4.04.2007

Dad-Snorting edition

  • First off, Keith Richards ground up his dad's ashes with a little cocaine and snorted him. Oh, Keith. You cad.
  • Oops. A hilarious construction accident.
  • Classic Python. Oh, the argument sketch. "Wait a minute! It's a fair cop!"
  • Buy KITT. Costs significantly cheaper than the Chicago Cubs.
  • Speaking of the Cubs, near the end of this fairly banal piece about new Tribune owner Sam Zell, there's a quote that kind of worries me.
    On the issue of the sale of the Chicago Cubs, Zell confirmed that he may seek to sell Wrigley Field separately. He acknowledged that Wrigley, because of its landmark status, is a tricky, single-use piece of property.
That's scary... a Cubs without WGN TV, Pat & Ron, or Wrigley Field? That's hard to imagine, and even harder to stomach.
A few thoughts on college sports, since Florida beat Ohio State for the national basketball championship just as they beat Ohio State for the national football championship. Some pundits are bemoaning that such a repeat performance means that the tournament's unpredictability has been lost. I wouldn't say that, necessarily. After all, the tournament has always at least been a little predictable. No team from a small non-power conference will win the championship. In fact, they'll be treated as giant-killers if they even make the Final Four. Alas, despite all the parity talk of sportswriters the last few years over the rise of the MVC, Big West, and WCC, among others, the dominance of power programs has never been stronger in the two major college sports. George Mason is the increasingly rare exception, not the rule.

Sure, it's great for the sponsors, great for fans of the big schools (Indiana included), great for the broadcasters, and great for the pocketbooks of those universities lucky enough to succeed in the cutthroat environment. The problem is that the losers are the players (essentially two- or three-year mercenaries being exploited before busting loose for the NBA or NFL), who never get the education they deserve, and all the universities who can't find success, particularly smaller Division I schools who have to pump cash into money-losing athletics departments. The NCAA's scholar-athlete tradition may still apply to, say, swimming and diving or wrestling. In football and basketball though, the presence of two dominant professional sports leagues, and the requirement that players go through at least one year of college first, has produced a high-stakes gambling operation whose goal is first and foremost the production of entertainment. The big secret of the "rise of the mid-major" is that they've risen not through any harder work or dedication than big programs, but through the same back-handed tactics that major programs use.

My suggestion is two-fold and ultimately an impossibly tough sell.

1.) NFL and NBA must get rid of college requirements, and create real minor leagues. This hopefully rids the college game of at least some of its crazy atmosphere of Greg Odens and Kevin Durants. That way, no one will plan on coming to college to be one-and-done, and the recruiting of such players will become way less important. They'll be going where the money is anyways.
2.) This one's the tough one: essentially convert all college sports into Division III, and destroy their quasi-independent status on campus. Here's a definition:
"Division III athletics features student-athletes who receive no financial aid related to their athletic ability and athletic departments are staffed and funded like any other department in the university. Division III athletics departments place special importance on the impact of athletics on the participants rather than on the spectators."
We've forgotten that these athletes must be students first, and that education should be the primary goal of a university. People claim that athletics raise a university's profile and raise booster cash. That's crap. So many schools have money-losing athletics programs that it's crazy, and the marketing (of Indiana hats, jerseys, oven mitts, etc.) wouldn't just stop because IU sports would be on a smaller level.

And why do we root for IU teams in the first place? Because they say INDIANA right there on the uniform. Those guys are our guys. One linguistic quirk of talking about sports teams is that us fans will use the plural subject "we" to describe the team. "We need to make the playoffs this year." "We should've signed Alfonso Soriano." "We gotta make those high percentage shots!" We appropriate the team into ourselves. And won't that be a lot easier knowing that the players are actually students like us, and not entertainment mercenaries?

The biggest problem with this plan is that it screws over the group of athletes too unqualified to make it into a university on academic and otherwise credit alone, but not good enough at their sport to play professionally. They won't get a chance to go to school, but maybe another better-qualified student from equally deprived conditions will take their spot? After all, how will we ever get the culture of "PLAY SPORTS TO SUCCEED" to change without, you know, actually changing it?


• _Goal of the exercise_
Copy out each line of the material that includes the word "chart".

####

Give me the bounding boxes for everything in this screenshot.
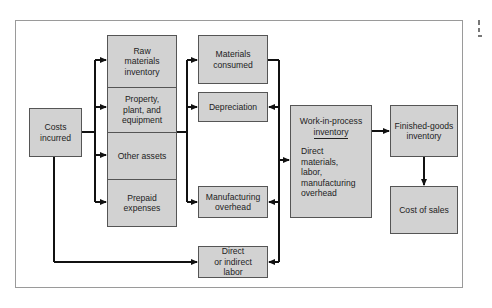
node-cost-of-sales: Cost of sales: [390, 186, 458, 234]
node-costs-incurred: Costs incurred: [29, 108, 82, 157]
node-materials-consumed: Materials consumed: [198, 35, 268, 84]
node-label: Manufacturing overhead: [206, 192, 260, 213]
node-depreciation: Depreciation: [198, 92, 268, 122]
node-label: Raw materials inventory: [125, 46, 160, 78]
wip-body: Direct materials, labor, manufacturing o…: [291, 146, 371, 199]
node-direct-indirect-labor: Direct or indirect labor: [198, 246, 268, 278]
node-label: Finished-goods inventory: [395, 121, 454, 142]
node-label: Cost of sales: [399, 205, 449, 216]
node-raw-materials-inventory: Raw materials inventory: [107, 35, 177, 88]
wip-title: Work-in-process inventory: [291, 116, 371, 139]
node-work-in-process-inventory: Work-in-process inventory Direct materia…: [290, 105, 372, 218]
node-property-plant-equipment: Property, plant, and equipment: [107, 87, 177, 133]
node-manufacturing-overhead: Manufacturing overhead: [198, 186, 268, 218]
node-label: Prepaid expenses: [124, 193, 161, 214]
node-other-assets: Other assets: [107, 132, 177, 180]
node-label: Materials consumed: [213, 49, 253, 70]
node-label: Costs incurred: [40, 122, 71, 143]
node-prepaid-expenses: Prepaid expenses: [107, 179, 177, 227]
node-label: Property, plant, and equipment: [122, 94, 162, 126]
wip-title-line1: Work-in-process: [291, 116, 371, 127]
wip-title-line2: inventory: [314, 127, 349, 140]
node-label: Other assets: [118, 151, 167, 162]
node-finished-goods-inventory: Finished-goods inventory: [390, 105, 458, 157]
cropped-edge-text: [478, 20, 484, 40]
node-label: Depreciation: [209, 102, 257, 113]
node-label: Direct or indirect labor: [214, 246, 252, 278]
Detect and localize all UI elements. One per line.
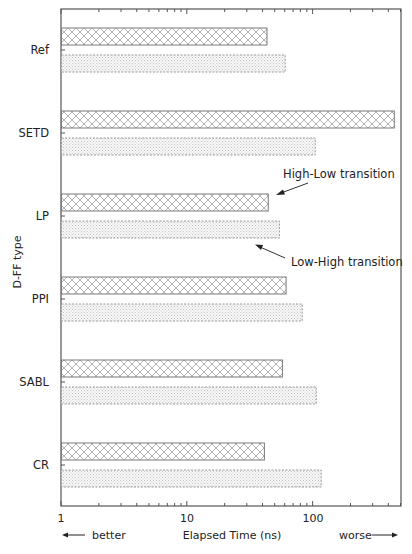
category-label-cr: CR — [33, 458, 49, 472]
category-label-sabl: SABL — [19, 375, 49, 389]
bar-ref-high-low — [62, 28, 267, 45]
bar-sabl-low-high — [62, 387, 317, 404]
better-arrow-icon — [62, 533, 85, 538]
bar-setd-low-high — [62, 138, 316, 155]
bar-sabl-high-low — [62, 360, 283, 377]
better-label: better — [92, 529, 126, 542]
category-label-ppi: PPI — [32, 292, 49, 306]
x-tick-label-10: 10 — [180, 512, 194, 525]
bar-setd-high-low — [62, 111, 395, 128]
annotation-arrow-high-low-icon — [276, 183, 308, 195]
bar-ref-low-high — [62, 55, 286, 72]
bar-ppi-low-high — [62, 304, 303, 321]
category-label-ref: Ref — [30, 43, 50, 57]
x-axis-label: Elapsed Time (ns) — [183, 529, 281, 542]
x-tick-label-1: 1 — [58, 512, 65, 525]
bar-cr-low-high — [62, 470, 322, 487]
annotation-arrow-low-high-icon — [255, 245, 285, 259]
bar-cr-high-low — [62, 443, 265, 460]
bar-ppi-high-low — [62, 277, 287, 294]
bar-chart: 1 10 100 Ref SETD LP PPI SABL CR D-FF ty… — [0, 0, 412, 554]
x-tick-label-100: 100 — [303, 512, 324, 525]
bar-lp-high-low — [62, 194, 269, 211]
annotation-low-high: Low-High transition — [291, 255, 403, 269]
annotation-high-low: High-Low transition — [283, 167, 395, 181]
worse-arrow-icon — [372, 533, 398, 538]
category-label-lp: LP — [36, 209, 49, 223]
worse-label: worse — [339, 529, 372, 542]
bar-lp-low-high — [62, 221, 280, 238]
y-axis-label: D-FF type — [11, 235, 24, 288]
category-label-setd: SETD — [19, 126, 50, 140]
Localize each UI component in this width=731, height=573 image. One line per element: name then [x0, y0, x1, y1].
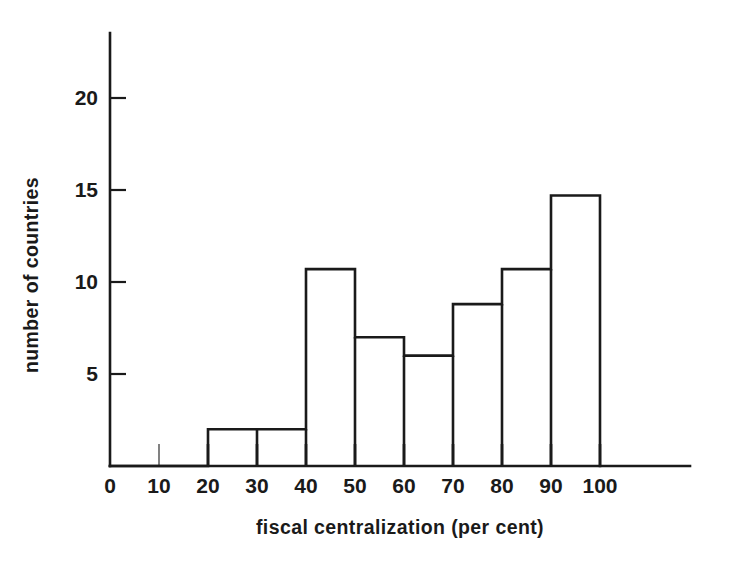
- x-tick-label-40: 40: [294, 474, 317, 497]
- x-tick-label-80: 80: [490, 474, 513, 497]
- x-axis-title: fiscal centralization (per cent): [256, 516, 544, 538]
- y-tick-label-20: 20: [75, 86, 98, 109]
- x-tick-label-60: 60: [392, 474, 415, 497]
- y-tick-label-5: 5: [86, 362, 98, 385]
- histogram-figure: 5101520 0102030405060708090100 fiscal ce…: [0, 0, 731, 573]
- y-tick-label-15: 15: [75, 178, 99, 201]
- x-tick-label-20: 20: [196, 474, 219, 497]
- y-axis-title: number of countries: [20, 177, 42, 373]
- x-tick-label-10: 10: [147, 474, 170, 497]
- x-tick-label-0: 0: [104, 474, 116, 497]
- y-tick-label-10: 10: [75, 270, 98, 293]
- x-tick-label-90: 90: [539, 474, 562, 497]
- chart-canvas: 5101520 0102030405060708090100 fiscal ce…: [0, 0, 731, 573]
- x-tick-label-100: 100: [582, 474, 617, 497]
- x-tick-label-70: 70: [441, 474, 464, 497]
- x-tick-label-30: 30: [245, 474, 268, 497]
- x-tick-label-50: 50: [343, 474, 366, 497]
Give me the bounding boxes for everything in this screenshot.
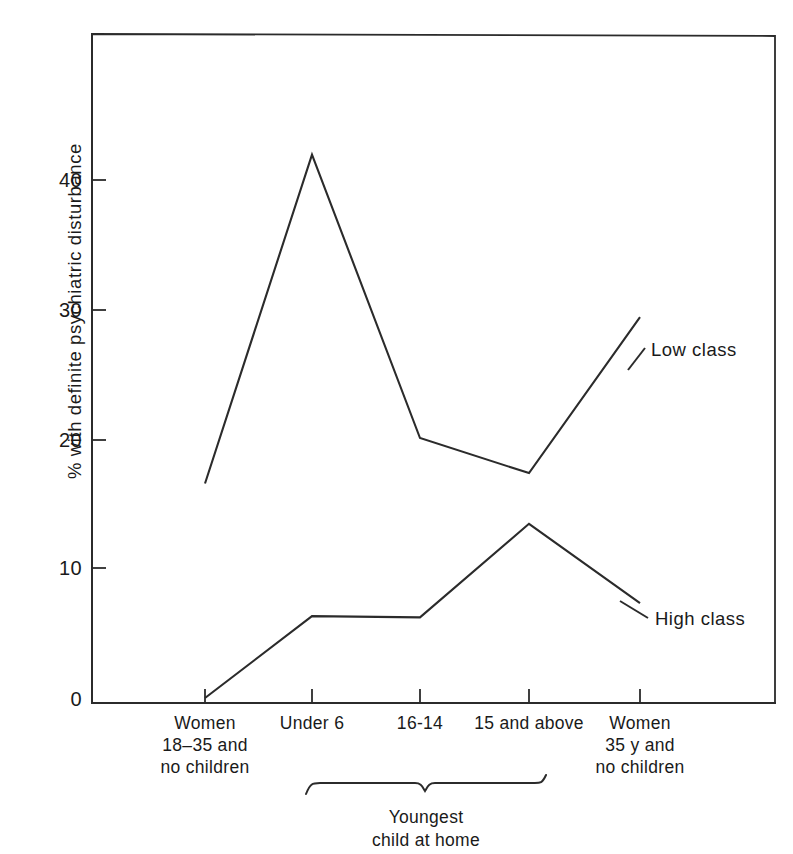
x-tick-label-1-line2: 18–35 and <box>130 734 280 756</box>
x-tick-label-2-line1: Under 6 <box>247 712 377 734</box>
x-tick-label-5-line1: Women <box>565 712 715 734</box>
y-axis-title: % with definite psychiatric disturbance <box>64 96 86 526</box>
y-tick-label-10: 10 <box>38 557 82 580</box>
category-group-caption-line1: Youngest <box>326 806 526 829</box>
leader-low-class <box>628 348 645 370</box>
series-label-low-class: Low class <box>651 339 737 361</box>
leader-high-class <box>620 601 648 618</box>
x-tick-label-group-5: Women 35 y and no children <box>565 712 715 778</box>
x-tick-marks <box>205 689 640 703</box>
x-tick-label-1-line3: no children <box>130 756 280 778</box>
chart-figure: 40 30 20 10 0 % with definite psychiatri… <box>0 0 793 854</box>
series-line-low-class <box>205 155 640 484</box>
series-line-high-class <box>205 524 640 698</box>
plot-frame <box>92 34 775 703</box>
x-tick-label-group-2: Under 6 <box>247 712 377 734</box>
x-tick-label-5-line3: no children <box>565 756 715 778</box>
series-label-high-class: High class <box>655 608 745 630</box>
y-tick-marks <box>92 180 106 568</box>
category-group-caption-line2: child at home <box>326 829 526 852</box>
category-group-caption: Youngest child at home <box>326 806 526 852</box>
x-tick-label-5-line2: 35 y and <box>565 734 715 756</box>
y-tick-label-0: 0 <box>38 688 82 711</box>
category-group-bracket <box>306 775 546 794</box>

####

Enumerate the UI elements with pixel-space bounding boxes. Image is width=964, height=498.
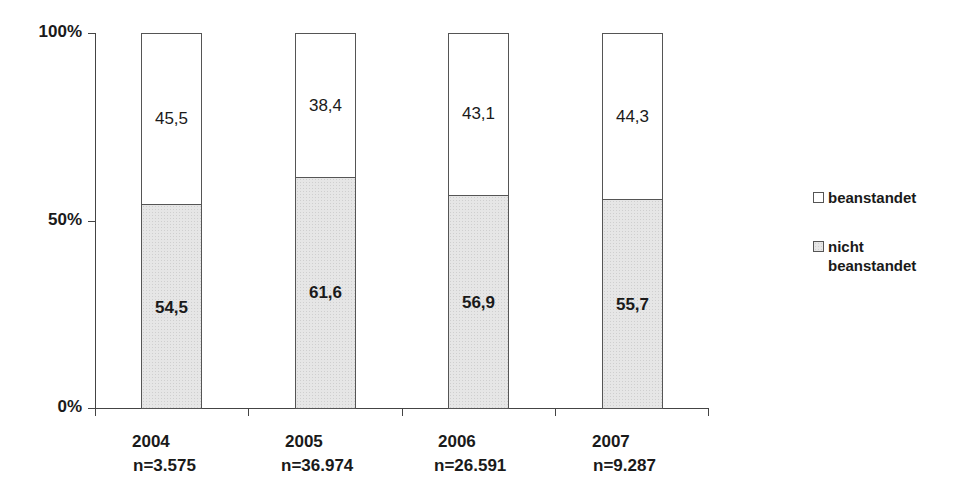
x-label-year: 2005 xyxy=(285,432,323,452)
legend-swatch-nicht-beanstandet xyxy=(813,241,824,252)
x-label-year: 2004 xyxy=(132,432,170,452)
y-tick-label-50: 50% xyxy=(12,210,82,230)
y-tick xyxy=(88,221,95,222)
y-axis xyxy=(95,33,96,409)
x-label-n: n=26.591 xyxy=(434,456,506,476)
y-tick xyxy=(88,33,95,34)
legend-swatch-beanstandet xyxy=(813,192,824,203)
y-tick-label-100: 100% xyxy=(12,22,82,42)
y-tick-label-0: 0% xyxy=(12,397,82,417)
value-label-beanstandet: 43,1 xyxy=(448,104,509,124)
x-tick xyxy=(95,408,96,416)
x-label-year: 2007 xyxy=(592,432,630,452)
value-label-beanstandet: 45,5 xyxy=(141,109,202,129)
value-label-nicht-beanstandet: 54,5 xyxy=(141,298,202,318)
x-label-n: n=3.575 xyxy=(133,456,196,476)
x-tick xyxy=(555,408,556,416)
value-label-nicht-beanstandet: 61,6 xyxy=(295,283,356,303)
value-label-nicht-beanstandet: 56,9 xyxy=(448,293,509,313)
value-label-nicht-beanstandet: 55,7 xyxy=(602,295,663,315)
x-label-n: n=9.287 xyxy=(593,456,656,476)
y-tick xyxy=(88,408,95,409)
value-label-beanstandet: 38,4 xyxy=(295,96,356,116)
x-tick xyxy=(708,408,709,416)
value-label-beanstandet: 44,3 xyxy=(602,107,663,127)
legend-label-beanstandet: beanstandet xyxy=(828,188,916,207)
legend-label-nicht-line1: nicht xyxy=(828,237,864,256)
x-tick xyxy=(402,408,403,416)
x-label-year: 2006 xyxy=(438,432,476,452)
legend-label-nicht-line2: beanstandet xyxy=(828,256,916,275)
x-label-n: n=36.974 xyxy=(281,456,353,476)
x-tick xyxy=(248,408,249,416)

####

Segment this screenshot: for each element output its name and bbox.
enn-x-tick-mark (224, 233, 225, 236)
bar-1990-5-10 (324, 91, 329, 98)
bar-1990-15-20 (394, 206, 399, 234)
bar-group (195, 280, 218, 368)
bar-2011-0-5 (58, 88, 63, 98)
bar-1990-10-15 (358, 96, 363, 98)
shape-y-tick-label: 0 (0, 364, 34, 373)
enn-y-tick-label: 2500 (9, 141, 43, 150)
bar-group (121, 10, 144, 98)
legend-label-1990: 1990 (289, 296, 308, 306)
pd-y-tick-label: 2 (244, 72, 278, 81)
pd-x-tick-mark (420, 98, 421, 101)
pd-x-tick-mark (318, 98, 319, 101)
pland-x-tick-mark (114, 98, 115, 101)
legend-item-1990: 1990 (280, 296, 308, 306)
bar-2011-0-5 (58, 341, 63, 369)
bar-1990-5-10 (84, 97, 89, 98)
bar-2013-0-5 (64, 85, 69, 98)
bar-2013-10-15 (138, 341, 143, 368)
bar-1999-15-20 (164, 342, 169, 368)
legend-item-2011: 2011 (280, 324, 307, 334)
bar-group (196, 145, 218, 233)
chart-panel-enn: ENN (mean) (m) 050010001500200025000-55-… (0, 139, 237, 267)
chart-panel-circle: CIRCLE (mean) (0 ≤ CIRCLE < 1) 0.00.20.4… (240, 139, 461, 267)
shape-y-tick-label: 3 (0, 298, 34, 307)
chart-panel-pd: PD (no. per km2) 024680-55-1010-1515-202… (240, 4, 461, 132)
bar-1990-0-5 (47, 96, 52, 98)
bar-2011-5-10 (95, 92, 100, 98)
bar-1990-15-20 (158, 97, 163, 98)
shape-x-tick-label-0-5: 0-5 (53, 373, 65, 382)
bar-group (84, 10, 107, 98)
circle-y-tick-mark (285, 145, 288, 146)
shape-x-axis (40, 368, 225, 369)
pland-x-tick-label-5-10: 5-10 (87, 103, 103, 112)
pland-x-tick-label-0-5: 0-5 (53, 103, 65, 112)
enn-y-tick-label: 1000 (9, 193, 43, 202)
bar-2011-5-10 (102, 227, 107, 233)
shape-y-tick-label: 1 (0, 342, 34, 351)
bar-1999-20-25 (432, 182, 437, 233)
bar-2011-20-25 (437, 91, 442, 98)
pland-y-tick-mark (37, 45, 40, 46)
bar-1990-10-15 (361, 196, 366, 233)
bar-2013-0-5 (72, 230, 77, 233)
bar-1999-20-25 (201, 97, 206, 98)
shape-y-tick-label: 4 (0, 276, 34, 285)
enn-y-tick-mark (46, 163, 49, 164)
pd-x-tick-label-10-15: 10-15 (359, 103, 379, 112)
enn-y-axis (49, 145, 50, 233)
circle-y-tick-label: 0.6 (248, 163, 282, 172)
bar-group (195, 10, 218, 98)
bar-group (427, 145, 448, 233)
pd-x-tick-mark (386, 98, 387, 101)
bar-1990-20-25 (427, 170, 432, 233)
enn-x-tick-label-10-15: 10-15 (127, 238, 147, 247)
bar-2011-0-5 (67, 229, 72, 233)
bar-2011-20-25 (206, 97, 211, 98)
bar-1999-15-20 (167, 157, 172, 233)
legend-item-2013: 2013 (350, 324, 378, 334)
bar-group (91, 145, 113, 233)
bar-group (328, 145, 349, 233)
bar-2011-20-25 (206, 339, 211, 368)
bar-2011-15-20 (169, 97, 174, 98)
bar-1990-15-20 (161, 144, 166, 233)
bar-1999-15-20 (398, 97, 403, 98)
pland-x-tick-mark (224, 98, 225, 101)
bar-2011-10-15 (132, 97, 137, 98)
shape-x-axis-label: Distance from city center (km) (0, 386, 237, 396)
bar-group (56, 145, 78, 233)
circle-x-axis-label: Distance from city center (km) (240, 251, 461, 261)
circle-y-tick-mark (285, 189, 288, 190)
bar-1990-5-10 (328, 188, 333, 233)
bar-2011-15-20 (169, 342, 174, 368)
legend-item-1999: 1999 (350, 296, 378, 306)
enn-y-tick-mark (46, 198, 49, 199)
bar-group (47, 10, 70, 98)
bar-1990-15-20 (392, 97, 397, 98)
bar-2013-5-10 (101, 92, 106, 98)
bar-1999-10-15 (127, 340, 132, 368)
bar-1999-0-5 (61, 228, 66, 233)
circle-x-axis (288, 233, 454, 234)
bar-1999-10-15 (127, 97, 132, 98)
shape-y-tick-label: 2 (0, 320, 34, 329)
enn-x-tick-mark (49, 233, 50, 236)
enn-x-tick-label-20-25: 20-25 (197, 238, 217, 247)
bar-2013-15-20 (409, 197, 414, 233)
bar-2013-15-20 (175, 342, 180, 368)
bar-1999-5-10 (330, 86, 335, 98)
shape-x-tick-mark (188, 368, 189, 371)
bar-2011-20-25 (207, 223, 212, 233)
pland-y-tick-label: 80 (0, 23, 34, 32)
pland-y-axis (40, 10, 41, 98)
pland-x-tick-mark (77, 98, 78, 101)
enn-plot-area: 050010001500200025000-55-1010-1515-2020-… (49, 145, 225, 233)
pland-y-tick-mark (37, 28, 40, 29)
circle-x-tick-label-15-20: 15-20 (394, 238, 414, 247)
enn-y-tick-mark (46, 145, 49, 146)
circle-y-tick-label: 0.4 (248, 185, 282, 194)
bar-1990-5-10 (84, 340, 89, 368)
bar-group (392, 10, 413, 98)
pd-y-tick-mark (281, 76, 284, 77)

####

• _Output of the exercise_
bar-chart: 1 10 100 Ref SETD LP PPI SABL CR D-FF ty… — [0, 0, 412, 554]
- chart-canvas: 5101520 0102030405060708090100 fiscal ce…: [0, 0, 731, 573]
chart-figure: 40 30 20 10 0 % with definite psychiatri… <box>0 0 793 854</box>
chart-panel-enn: ENN (mean) (m) 050010001500200025000-55-… (0, 139, 237, 267)
chart-panel-circle: CIRCLE (mean) (0 ≤ CIRCLE < 1) 0.00.20.4… (240, 139, 461, 267)
chart-panel-pd: PD (no. per km2) 024680-55-1010-1515-202… (240, 4, 461, 132)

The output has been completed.